Religious education needs overhaul to reflect UK, says report
July 17, 2018 2023-07-31 14:12Religious education needs overhaul to reflect UK, says report
Religious education needs overhaul to reflect UK, says report
Religious education in schools is outdated and should be replaced with a new subject: religion, belief and values, and the right of parents to withdraw their children from classes should be scrapped, according to the former Labor education secretary Charles Clarke.
Significant shifts in the UK since the Education Act 1944 mean changes to the way religion and belief is taught in schools to reflect modern Britain are long overdue, Clarke and his co-author Linda Woodhead, a professor in the department of politics, philosophy and religion at Lancaster University, say in a pamphlet published on Tuesday.

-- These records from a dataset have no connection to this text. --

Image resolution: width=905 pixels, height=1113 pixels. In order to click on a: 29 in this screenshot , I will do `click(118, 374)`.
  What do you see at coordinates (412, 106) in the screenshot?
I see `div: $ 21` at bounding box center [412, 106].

In the 1940s, Britain was a predominantly Christian country. Now a majority of people say they have no religion, and there are parts of the country where people of other religions form a significant proportion of the population.

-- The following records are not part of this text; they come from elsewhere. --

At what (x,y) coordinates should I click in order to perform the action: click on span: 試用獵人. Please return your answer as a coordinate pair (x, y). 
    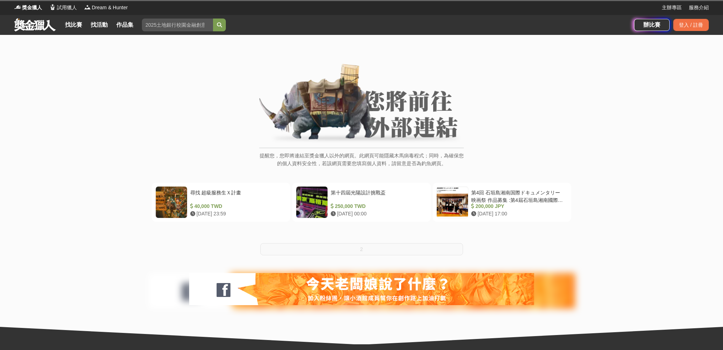
    Looking at the image, I should click on (67, 7).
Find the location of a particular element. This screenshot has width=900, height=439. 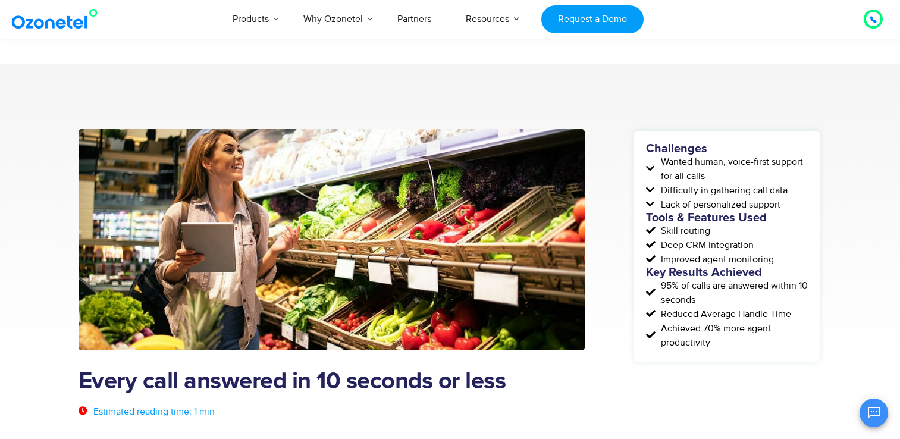

span: Lack of personalized support is located at coordinates (719, 205).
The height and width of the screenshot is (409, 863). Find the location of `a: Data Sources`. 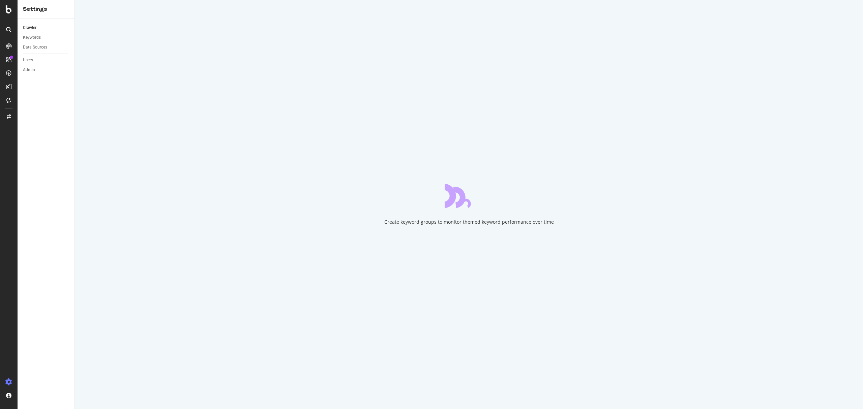

a: Data Sources is located at coordinates (46, 47).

A new nationally determined syllabus called religion, belief and values should replace religious education and be obligatory in all state-funded schools. At the moment, each education authority sets its own RE syllabus. Faith schools could provide additional teaching if desired. Parents should no longer have the right to withdraw children from the syllabus. “Religion, belief and values should be a proper educational subject like any other,” Clarke told the Guardian.

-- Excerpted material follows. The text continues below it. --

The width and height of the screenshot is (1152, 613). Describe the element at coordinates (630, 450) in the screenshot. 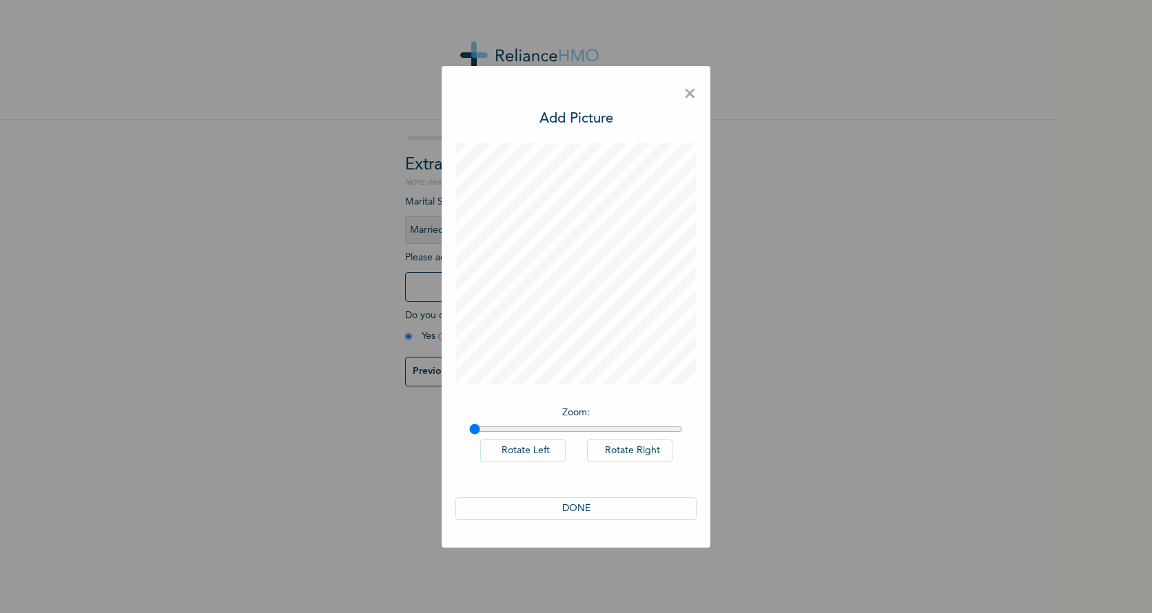

I see `button: Rotate Right` at that location.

Daily collective worship of “a broadly Christian character”, which is a legal requirement under the 1944 act, should be replaced with a requirement for all state-funded schools to hold a “regular assembly or act of collective worship in keeping with the values and ethos of the school and reflecting the diversity and character of the school community”, the pamphlet says… The independent commission on religious education, set up to review RE teaching in schools, is to make its final recommendations by the end of 2018.